Coxing Q&A Racing

Question of the Day

Hi! I’ve been coxing in high school for 3 years and coxed Head of the Charles last year with my school team. This year however, I was told that I am going to cox an international team that had done well last year. I do not really know anything about them and I will only have the day before the race to practice with them. I was wondering if you had any advice about what I should do to prepare. Thank you!

That’s pretty cool, albeit definitely nerve-wracking. Your best bet would be to reach out to them via email (somebody has to have the contact info for one of the rowers) to introduce yourself and get a sense of their experience levels, if they already have a race plan in mind (or at the very least, certain things they want to do at specific points along the course), what they’ve been doing during practice, etc. The four I’ve coxed the last three years is from the PNW so I stay up to date with what they’ve been doing through an email chain that generally starts sometime in the late spring. Once we meet up to practice that Friday morning before HOCR, I’ve usually already got a good idea about what they want to do so all I’ve gotta do is fill in the gaps based on whatever I see/feel during that 90 minute practice. It’s definitely an unconventional approach but as long as you communicate beforehand, even if it’s only over a couple emails, you’ll pretty much have all the info you need to have a decent race.

If for whatever reason you can’t connect over email or Skype or whatever, just plan on asking those same questions before you launch. I get why coxswains are nervous about going out with a crew they’ve never met before but your job is still the same (steer effectively, don’t hit anything, etc.) so all you’ve really gotta do is just execute whatever practice/race plan they give you. And if they don’t have a plan (which is unlikely but still possible), just say “This is what I did when I raced here last year and it worked really well for us, are you guys open to trying it today and then we can tweak it if necessary once we’re back on land?”. That’s basically my go-to whenever I’ve encountered that situation and the crews are usually happy to default to what I’ve done in the past with minimal adjustments to fit the current lineup.

It’s highly unlikely you’re gonna have to come up with any sort of plan solely on your own though, which I think is what trips a lot of coxswains up. Nor should you, since you know nothing about them. Either they’ll already have something they want to do that they’ve been doing for awhile or you can just default to something you’ve done previously. When you’re jumping in a boat like this nobody expects “perfection” the way our actual crews do so don’t think too hard about all this.

Since you mentioned that they’re an international crew, I’m assuming there’s not a language barrier of any kind but even still, the best piece of advice I can give you is to make sure you use the terminology they are most familiar with when it comes to basic stuff like port vs. starboard, calling for them to stop or hold water, etc. I know in some places it’s more common to say “easy” or “easy oars” instead of weigh enough, port/starboard are more frequently referred to as “stroke side” and “bow side” outside the US, etc. I talked to a coxswain last year who collided with another crew on the course because the people she was coxing didn’t immediately process that when she said “ports, ease off” she meant stroke side (or whatever one it is, I really don’t know…) and when she said “weigh enough, hold water” she meant hard stop.

Related: Head of the Charles

Beyond all that, just prepare the same way you normally would. Review the bridges and turns, listen to your audio from last year, and … that’s pretty much it.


## EXERCISE BRIEF
Look through the entries below and return all lines including the word "Natural".

Figure record listings

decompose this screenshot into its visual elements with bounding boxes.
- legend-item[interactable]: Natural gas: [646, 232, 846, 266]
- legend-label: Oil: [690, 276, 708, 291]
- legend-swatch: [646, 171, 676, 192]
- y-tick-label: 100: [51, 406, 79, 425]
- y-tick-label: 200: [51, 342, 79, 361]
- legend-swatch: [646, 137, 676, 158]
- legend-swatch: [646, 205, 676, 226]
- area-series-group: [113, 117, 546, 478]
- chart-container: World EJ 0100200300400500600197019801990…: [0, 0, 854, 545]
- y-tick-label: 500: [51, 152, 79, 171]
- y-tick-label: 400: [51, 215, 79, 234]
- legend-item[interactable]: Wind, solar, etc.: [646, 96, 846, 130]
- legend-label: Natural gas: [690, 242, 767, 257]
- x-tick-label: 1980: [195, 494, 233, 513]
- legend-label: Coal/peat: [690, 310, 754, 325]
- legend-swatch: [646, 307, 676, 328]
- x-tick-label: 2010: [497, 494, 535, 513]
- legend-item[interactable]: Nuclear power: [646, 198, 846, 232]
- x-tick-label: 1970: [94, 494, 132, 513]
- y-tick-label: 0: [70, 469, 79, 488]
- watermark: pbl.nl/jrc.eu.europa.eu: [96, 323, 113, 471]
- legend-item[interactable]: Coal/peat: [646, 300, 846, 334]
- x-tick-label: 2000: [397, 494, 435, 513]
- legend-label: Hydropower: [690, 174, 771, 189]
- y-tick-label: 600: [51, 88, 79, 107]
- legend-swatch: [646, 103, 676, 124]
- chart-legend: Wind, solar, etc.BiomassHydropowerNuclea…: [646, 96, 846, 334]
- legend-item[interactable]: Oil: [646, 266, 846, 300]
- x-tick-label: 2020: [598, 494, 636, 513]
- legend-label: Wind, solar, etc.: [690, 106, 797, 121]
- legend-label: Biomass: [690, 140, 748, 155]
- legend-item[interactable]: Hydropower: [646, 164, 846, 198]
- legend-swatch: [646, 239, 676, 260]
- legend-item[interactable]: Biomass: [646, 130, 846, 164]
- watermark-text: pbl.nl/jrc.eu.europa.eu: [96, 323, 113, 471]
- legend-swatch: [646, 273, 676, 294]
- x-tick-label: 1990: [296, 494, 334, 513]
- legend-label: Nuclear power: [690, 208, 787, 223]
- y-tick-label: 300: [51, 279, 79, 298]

## RESPONSE TO THE EXERCISE
- legend-item[interactable]: Natural gas: [646, 232, 846, 266]
- legend-label: Natural gas: [690, 242, 767, 257]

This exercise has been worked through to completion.